As Mother's memory began to fade a bit, I decided she needed someone to check on her daily. At first several years ago, we seven siblings worked out a routine: we would each call one day a week. Somehow that did not work out. Eventually I decided that since I was the one who lives in Rome and have pretty good health and mobility, I would try to drop by to see Mother daily. My two Rome area siblings also visited her regularly. And the out-of-town siblings as often as they could. Of course there would be days when life would intervene and I couldn't make it to her house; then I would call. I missed very few days -- either visiting or calling -- the rest of her life.

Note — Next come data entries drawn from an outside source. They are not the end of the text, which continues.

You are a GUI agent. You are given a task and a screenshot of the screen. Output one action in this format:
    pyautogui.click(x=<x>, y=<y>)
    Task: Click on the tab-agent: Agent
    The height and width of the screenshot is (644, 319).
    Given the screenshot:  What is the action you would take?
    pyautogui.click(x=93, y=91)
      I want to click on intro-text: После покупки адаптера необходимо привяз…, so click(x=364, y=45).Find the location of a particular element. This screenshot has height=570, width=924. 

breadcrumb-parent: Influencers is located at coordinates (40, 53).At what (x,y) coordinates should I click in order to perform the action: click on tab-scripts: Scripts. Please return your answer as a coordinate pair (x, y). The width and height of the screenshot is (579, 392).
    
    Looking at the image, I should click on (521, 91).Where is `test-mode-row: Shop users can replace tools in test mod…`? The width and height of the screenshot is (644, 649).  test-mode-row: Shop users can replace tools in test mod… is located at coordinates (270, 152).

When we were out of town the calls were easiest. The change of time zones on our California trips, especially, gave me an opportunity to call Mother. It was my routine to walk for an hour or more each morning in California. Since our internal clocks are on Georgia time when we first arrive there, I wake up early -- great time for a walk. Early morning in California is mid morning in Georgia so it became a daily habit to call Mother while I walked the hills of Vista, California, and report to her on her great-granddaughters' doings and to hear from her about the doings in Rome. I really enjoyed that. And those experiences made us more comfortable, I think, with "just visiting" calls back in Rome on those days when other obligations kept me from visiting her in person.
A year ago today was such a day. It was a Monday. Our annual two/three day Matthews Family Reunion was being held at our house. I was working to have the place ready for our guests. I had repainted the Little Tykes playset and all of the yard furniture. I had hung a wooden baby swing. The cousins would arrive the next day. I had been over to Mother's on Sunday, the day before, for a nice visit and I'd taken a picture of her with the huge hibiscus bloom.
So today I'd just call. We had a nearly fifteen minute, or maybe even longer, conversation. She seemed fine. She was very interested to hear what I'd been doing in the yard and about the cousins who were coming in. I think we mentioned the fiftieth wedding anniversary party the girls were planning for Sheila and me in less than three weeks. And, of course the expectation she'd see my daughters and granddaughters in a few days, including -- for the first time -- her namesake, Ruth Irmgard Carlin.
I would talk or read or sing or pray, or otherwise try to communicate with Mother many times over the next eleven days -- and I treasure those eleven days -- but that breezy telephone call was the last "normal" conversation I would ever have with my mother.